Emotions have been found to be the main motivator of all our actions. Human beings are first and foremost emotional creatures. Even our rational and deductive thoughts have emotional undertones that give value and meaning to our lives. Without emotions, we would not be able to make decisions or choices. Emotions create our personality and our perception of life. They are at the very core of our essence.

We can sometimes be totally overwhelmed by our emotions and completely controlled by their sensations, especially our negative ones. It is in these moments that we become the emotion and its expression. Our behaviour, while under the spell of the emotion, can get us into all sort of predicaments that must be dealt with in the aftermath.

The emotions of anger, rage, fear, contempt, and sadness can lead us to behave in ways that produce results that we may later regret. We may wonder how and why we could have acted the way we did.  We might wish that we could go back and behave differently. Do we have to be so controlled by our emotions?

This is a concept that can only be appreciated in times of deep reflection and soul searching. While in an emotional moment, we are usually so caught up in the experience of the emotion that we don’t have the capability to step back and objectively analyse what is happening to us or what we are doing. While in an emotional state we have surrendered real choice, and are reacting just as a cornered wild animal does with instincts guiding its actions.

We may remember our emotional highs as being some of our best experiences and our emotional lows are probably considered our worst. One of the major theories of human nature is that people make decisions that avoid emotional pain and just seek out the pleasurable. The pleasure/pain principle is a generalisation that has mass application to humanity’s basic behaviours.

Life has been said to be paradoxical. What we avoid may well be what we need to experience in order to break out of our instinctual and reactive natures. It is outside of our instinctual nature where the real choice resides. Sometimes it is out of our most uncomfortable experiences that we have the most meaningful opportunities for growth. How we interpret our problems is the key to getting our emotions under a semblance of control.
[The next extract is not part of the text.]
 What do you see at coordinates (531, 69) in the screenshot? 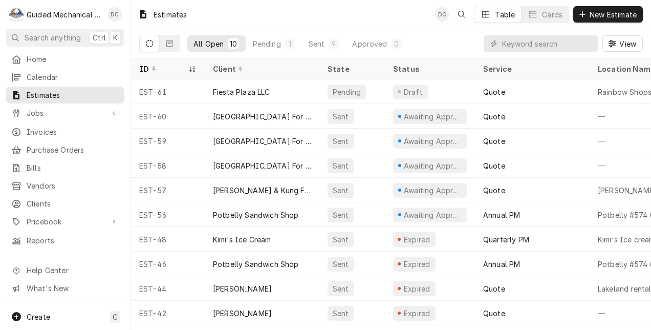
I see `div: Service` at bounding box center [531, 69].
Life is highly dependent upon the conversations we have in our heads. If we choose to think that life experiences are lessons that are meant to help teach us what we need to learn, then the experience can later be interpreted as being very valuable and instructive.

If we chose to be a victim of circumstance and wallow in our self-pity, then we will just experience the associated pain of our emotional distresses and be prone to revisit this same experience again. Life can be very difficult, unfulfilling, and our problems seem to recur as a victim. As victims, we give up our personal responsibility to overcome our plights and surrender handling them to others.
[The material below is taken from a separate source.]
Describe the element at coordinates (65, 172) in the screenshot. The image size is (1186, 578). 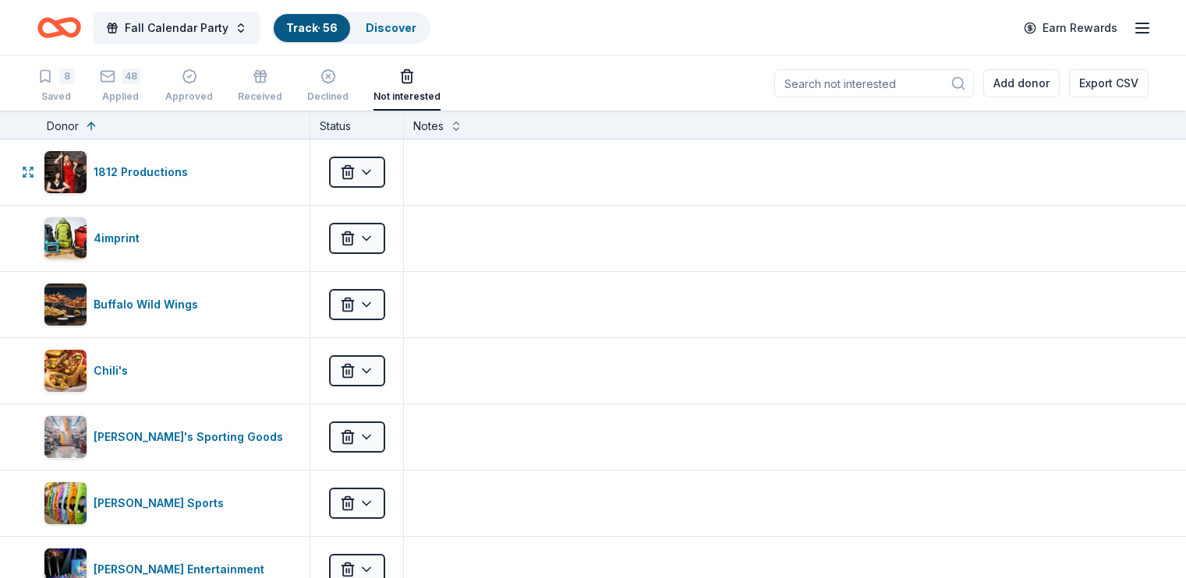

The duality of choosing a path of personal growth or being a victim is omnipresent. Stark in their results, these two opposite paths lead us in completely opposite directions and produce completely different results. Choosing the path of personal growth does not mean that you will not experience painful emotionally driven life events. On the contrary, life will always have its ups and downs.  

Trauma and tragedy will always be a part of our human experience. It is unavoidable, but, at the same time, we can keep from making the same mistakes over and over again. Life can become less painful when we aren’t the cause of much of our own drama and anguish. When we have an internal conversation about what problems can do for our personal growth, then our interpretation allows us to handle them and our resultant emotions with more grace and less victimisation.


Scott Trettenero’s book, Master the Mystery of Human Nature: Resolving the Conflict of Opposing Values, helps readers learn about themselves.